What We Leave Behind
The cable bill sat on the kitchen counter like a hostage note—$147.32 past due, printed in angry red letters. Maya stared at it, her coffee going cold beside the unwashed dishes. Three weeks since David moved out, and she still hadn't figured out which luxuries she could actually afford.
Her friend Elena had offered to come over, help her pack up his things, but Maya kept putting her off. Some wounds needed to air out before anyone could touch them.
She moved to the living room where the goldfish bowl caught the afternoon light, casting rippling shadows across the floor. David had bought Bubbles on a whim during their second year together—some romantic notion about growing old, about permanence. Now the fish swam in endless circles, its orange scales flashing like tiny flames, utterly indifferent to the wreckage of their shared life. Maya sprinkled flakes into the water, watching them drift down like snow on a ruined landscape.
Barnaby—their cat, now hers—materialized from the bedroom and wound around her ankles, purring with that particular enthusiasm that meant he was hungry again. He'd been David's idea too. "A complete family," he'd said, the words feeling like a lifetime ago. Barnaby had spent the first week after David left crying at the front door, waiting for footsteps that never came. Now he'd adapted, his feline pragmatism far more evolved than her own.
The phone buzzed. Elena again: "Don't forget we're doing drinks tonight. You need to get out."
Maya typed back something noncommittal and set the phone down. The television sat dark in the corner—she'd canceled the cable yesterday, another monthly payment stripped away like layers of an onion. What remained was quiet, stark, honest.
Barnaby hopped onto the windowsill, tail twitching as he watched birds outside. Bubbles swam another lap. Maya stood in the center of her half-empty living room, surrounded by the things someone else had chosen for her life, and realized she had no idea what she actually liked anymore.
The goldfish broke the surface, gasping. Maya refilled its bowl with fresh water, her hands steady for the first time all day. Some things survived on their own terms. Some things required only the most basic care to keep swimming in circles, waiting for someone—anyone—to finally notice them.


# [Task instructions]
Keep only the lines that hold the string "swatch", filtering out the rest of the entries below.
BEGIN Dataset records
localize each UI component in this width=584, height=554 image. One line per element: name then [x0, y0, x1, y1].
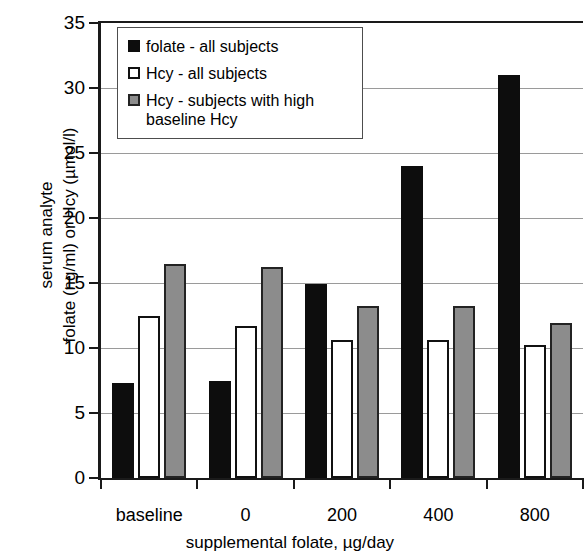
bar-hcyhigh-baseline	[164, 264, 186, 479]
legend-swatch-hcyhigh	[128, 94, 140, 106]
y-axis-tick	[89, 217, 101, 219]
y-axis-tick	[89, 282, 101, 284]
y-axis-tick	[89, 412, 101, 414]
y-axis-tick	[89, 347, 101, 349]
legend-swatch-folate	[128, 40, 140, 52]
x-axis-tick-label: 400	[423, 505, 453, 526]
bar-hcyhigh-0	[261, 267, 283, 478]
y-axis-tick	[89, 22, 101, 24]
x-axis-tick	[486, 478, 488, 489]
bar-hcyhigh-800	[550, 323, 572, 478]
bar-hcy-800	[524, 345, 546, 478]
bar-folate-200	[305, 284, 327, 478]
legend-item: folate - all subjects	[128, 37, 354, 56]
bar-hcy-0	[235, 326, 257, 478]
y-axis-tick-label: 10	[25, 337, 85, 359]
bar-folate-400	[401, 166, 423, 478]
x-axis-title: supplemental folate, µg/day	[0, 533, 580, 553]
bar-hcy-200	[331, 340, 353, 478]
legend-item-label: Hcy - subjects with high baseline Hcy	[146, 91, 314, 129]
legend-item-label: folate - all subjects	[146, 37, 279, 56]
y-axis-tick-label: 0	[25, 467, 85, 489]
x-axis-tick-label: 800	[520, 505, 550, 526]
y-axis-tick-label: 20	[25, 207, 85, 229]
bar-hcy-baseline	[138, 316, 160, 479]
x-axis-tick	[389, 478, 391, 489]
x-axis-tick	[100, 478, 102, 489]
bar-folate-0	[209, 381, 231, 479]
legend-item: Hcy - all subjects	[128, 64, 354, 83]
legend-item-label: Hcy - all subjects	[146, 64, 267, 83]
x-axis-tick	[293, 478, 295, 489]
x-axis-tick-label: baseline	[116, 505, 183, 526]
y-axis-tick	[89, 87, 101, 89]
bar-folate-800	[498, 75, 520, 478]
x-axis-line	[98, 478, 583, 480]
y-axis-tick-label: 15	[25, 272, 85, 294]
bar-folate-baseline	[112, 383, 134, 478]
legend: folate - all subjectsHcy - all subjectsH…	[117, 27, 363, 139]
y-axis-tick	[89, 152, 101, 154]
legend-item: Hcy - subjects with high baseline Hcy	[128, 91, 354, 129]
y-axis-tick-label: 25	[25, 142, 85, 164]
legend-swatch-hcy	[128, 67, 140, 79]
y-axis-tick-label: 30	[25, 77, 85, 99]
y-axis-tick-label: 5	[25, 402, 85, 424]
x-axis-tick-label: 200	[327, 505, 357, 526]
x-axis-tick	[196, 478, 198, 489]
y-axis-tick-label: 35	[25, 12, 85, 34]
bar-hcyhigh-400	[453, 306, 475, 478]
x-axis-tick-label: 0	[241, 505, 251, 526]
bar-hcy-400	[427, 340, 449, 478]
bar-hcyhigh-200	[357, 306, 379, 478]
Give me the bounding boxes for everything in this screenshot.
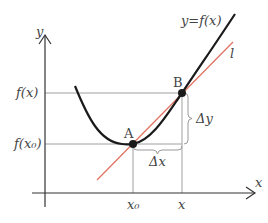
END Dataset records
# [Worked solution]
legend-swatch-hcyhigh	[128, 94, 140, 106]
legend-swatch-folate	[128, 40, 140, 52]
legend-swatch-hcy	[128, 67, 140, 79]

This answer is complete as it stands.